The Elusive California Housing Bottom: The Relationship between Unemployment and Housing Prices. Market Conditions point to a 2013 Market Bottom.
On Friday, state unemployment figures highlighted a weak job market. The California numbers moved up again reaching a high for the recession registering an 11.6 percent unemployment rate. This comes at a time when the state is in a $26.3 billion budget deficit. Even though some are getting excited that a budget deal may be in reach, they forget that we still have a revenue problem. What does that mean? We’ll be back in this same spot a few months down the road. Much of these structural problems have to do with how California collects revenues from personal income taxes and other volatile sources of income. Another reason why this will be a prolonged recession for the state is our heavy reliance on real estate.

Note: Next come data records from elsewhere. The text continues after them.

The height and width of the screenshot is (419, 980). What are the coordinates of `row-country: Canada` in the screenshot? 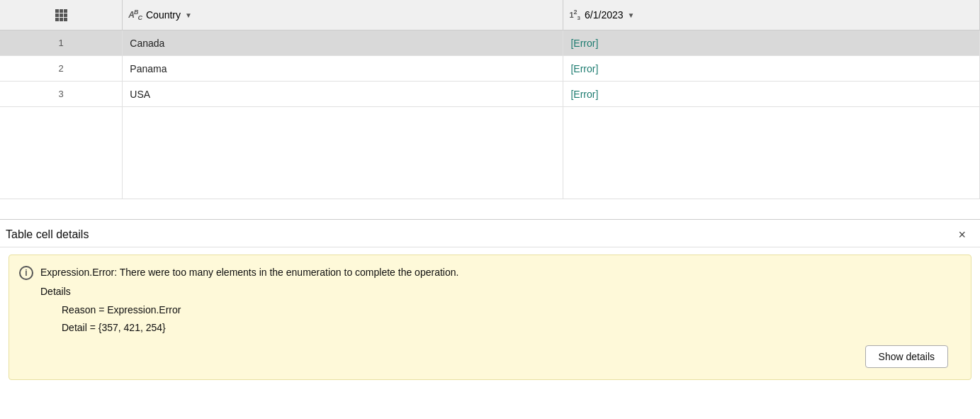 It's located at (343, 43).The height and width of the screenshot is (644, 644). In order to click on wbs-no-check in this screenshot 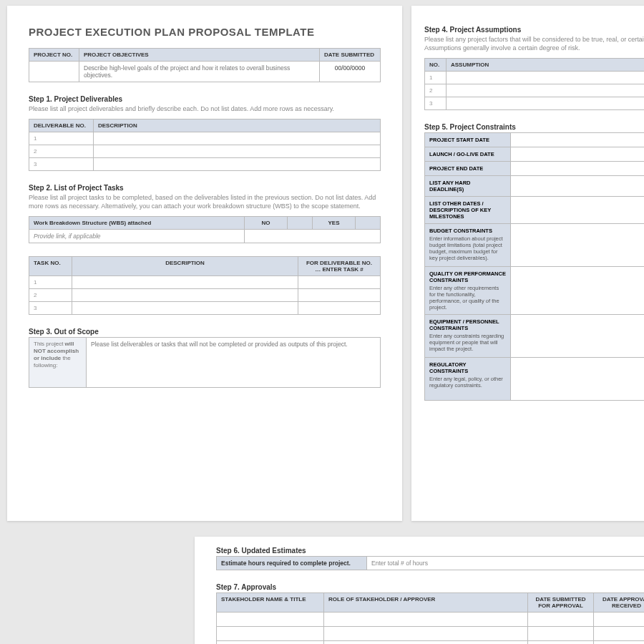, I will do `click(301, 223)`.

I happened to catch one of those house-flipping shows this weekend and what I saw simply reaffirms that California still has pockets of denial. A home was bought in a better area of Southern California and the buyers added every tiny detail including a Jacuzzi, stainless steal appliances, hardwood floors, and of course the granite countertops. The home needed work but was in a so-called prime area. The home sat on the market as you would suspect but eventually, someone paid a price that simply did not justify the home and location. From purchase, rehab, to sale it took nearly one year. The realtors gave out price ranges from $500,000 to $910,000. The asking price was over $1 million. It sold for that price.

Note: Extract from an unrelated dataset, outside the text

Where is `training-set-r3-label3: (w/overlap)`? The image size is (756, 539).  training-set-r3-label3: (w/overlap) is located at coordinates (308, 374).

This simply reaffirms what I have been observing and what the data is telling us. The middle to upper range of the market is finding fewer and fewer suckers. The Alt-A and option ARM tsunami will hit these areas like a ton of bricks come late 2009 and into 2010. Some of these areas include Culver City, Palms, and Pasadena. But I know the main question many want answered is “when will we really see a true bottom for the California housing market?” For that answer, I decided to compile an intricate graph looking at tiered housing prices for the Los Angeles area and statewide unemployment:
We should spend some time looking at this chart carefully since it may hold the future of where we are heading. First, in the late 1980s to early 1990s Southern California had a housing bubble. Shocking, I know. The peak was reached in June of 1990 looking at the Case-Shiller data. The unemployment rate hit a trough in January of 1990 at 5.1 percent. This is one of your more typical patterns of housing declines. First, you see unemployment creeping up which burst the housing bubble. Housing prices did not reach a trough until March of 1996 nearly six years later. Unemployment peaked in October of 1992 at 9.9 percent. Even as the employment situation improved, housing prices still continued their downward movement.